LOS ANGELES—Yesterday, NetChoice, with our co-amici Chamber of Progress and Team Awareness Combating Overdose, filed an amicus brief in Neville v. Snap, asking the California Court of Appeal for the Second Appellate District to review and reverse an erroneous trial court opinion that would undermine Section 230’s protections for free discourse online.

The plaintiffs are parents of Snapchat users who purchased drugs from other users and tragically suffered overdoses.
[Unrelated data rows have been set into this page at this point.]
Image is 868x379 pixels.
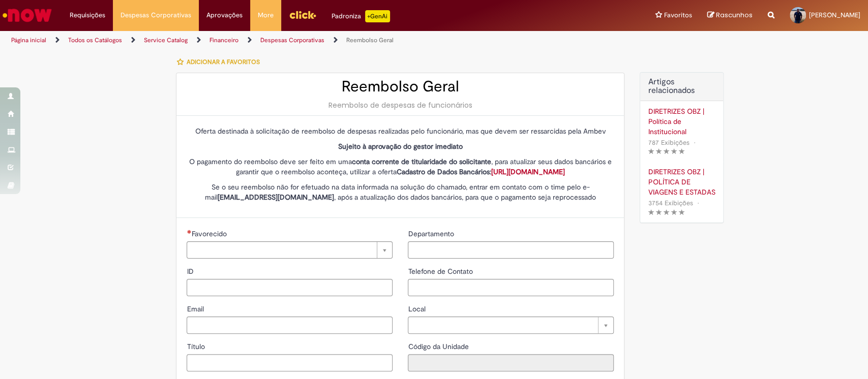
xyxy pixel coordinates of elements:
[186,241,392,259] a: Limpar campo Favorecido
[186,78,614,95] h2: Reembolso Geral
[70,10,105,20] span: Requisições
[120,10,191,20] span: Despesas Corporativas
[715,10,753,20] span: Rascunhos
[218,193,334,202] strong: [EMAIL_ADDRESS][DOMAIN_NAME]
[808,10,860,20] span: [PERSON_NAME]
[397,168,564,176] strong: Cadastro de Dados Bancários:
[647,198,692,208] span: 3754 Exibições
[207,10,242,20] span: Aprovações
[408,267,474,276] span: Telefone de Contato
[7,31,571,49] ul: Trilhas de página
[1,5,53,25] img: ServiceNow
[186,317,392,334] input: Email
[143,36,187,44] a: Service Catalog
[691,136,697,149] span: •
[186,101,614,110] div: Reembolso de despesas de funcionários
[408,241,614,259] input: Departamento
[210,36,238,44] a: Financeiro
[186,182,614,202] p: Se o seu reembolso não for efetuado na data informada na solução do chamado, entrar em contato co...
[11,36,47,44] a: Página inicial
[258,10,274,20] span: More
[186,267,196,276] span: ID
[408,354,614,372] input: Código da Unidade
[176,51,264,73] button: Adicionar a Favoritos
[186,156,614,177] p: O pagamento do reembolso deve ser feito em uma , para atualizar seus dados bancários e garantir q...
[186,279,392,296] input: ID
[260,36,324,44] a: Despesas Corporativas
[186,230,191,234] span: Necessários
[408,229,455,238] span: Departamento
[186,305,205,314] span: Email
[338,142,463,151] strong: Sujeito à aprovação do gestor imediato
[647,167,715,197] a: DIRETRIZES OBZ | POLÍTICA DE VIAGENS E ESTADAS
[664,10,692,20] span: Favoritos
[289,7,316,22] img: click_logo_yellow_360x200.png
[491,168,564,176] a: [URL][DOMAIN_NAME]
[365,10,390,22] p: +GenAi
[186,342,207,351] span: Título
[68,36,122,44] a: Todos os Catálogos
[332,10,390,22] div: Padroniza
[707,10,753,20] a: Rascunhos
[408,279,614,296] input: Telefone de Contato
[408,342,470,352] label: Somente leitura - Código da Unidade
[695,196,700,210] span: •
[191,229,228,238] span: Necessários - Favorecido
[408,317,614,334] a: Limpar campo Local
[352,157,491,166] strong: conta corrente de titularidade do solicitante
[647,106,715,137] a: DIRETRIZES OBZ | Política de Institucional
[408,342,470,351] span: Somente leitura - Código da Unidade
[647,78,715,96] h3: Artigos relacionados
[186,354,392,372] input: Título
[408,305,427,314] span: Local
[647,138,689,147] span: 787 Exibições
[186,58,259,66] span: Adicionar a Favoritos
[186,126,614,136] p: Oferta destinada à solicitação de reembolso de despesas realizadas pelo funcionário, mas que deve...
[346,36,393,44] a: Reembolso Geral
They sued Snap, arguing, among other things, that by publishing user-generated content designed to “disappear” within 24 hours, Snap should be held liable for the overdoses.

Snap moved to dismiss the plaintiffs’ claims under Section 230 of the Communications Decency Act, which bars claims against online platforms for user-generated content.

  • This is a good thing: without Section 230’s liability shield, online platforms would be heavily disincentivized from hosting a wide variety of the content from users that makes the internet a vibrant medium for free discourse. 
  • This includes posts that criticize powerful people, content which would otherwise expose platforms to defamation liability, and, as our co-amici Team Awareness Combating Overdose emphasize, posts about harm reduction and addiction recovery.

The trial court denied Snap’s motion to dismiss, holding that the crux of the plaintiffs’ claims was about Snap’s product design rather than the user-generated drug content that actually led to the sale. This opinion was incorrect as a matter of policy and law, and it would effectively gut Section 230’s critical protections if left in effect.

Our amicus letter asks the Court of Appeals to reverse the trial court’s decision for three reasons:

  1. Without intervention by this Court, the trial court’s decision would make Section 230 nearly obsolete, inviting the same type of litigation that Congress meant to prevent;
  2. Plaintiffs cannot get around Section 230’s protections by “creative pleading”; and
  3. Left unaddressed, the trial court’s decision would compel services to censor content and forgo or limit essential features, putting users’ safety and privacy at risk.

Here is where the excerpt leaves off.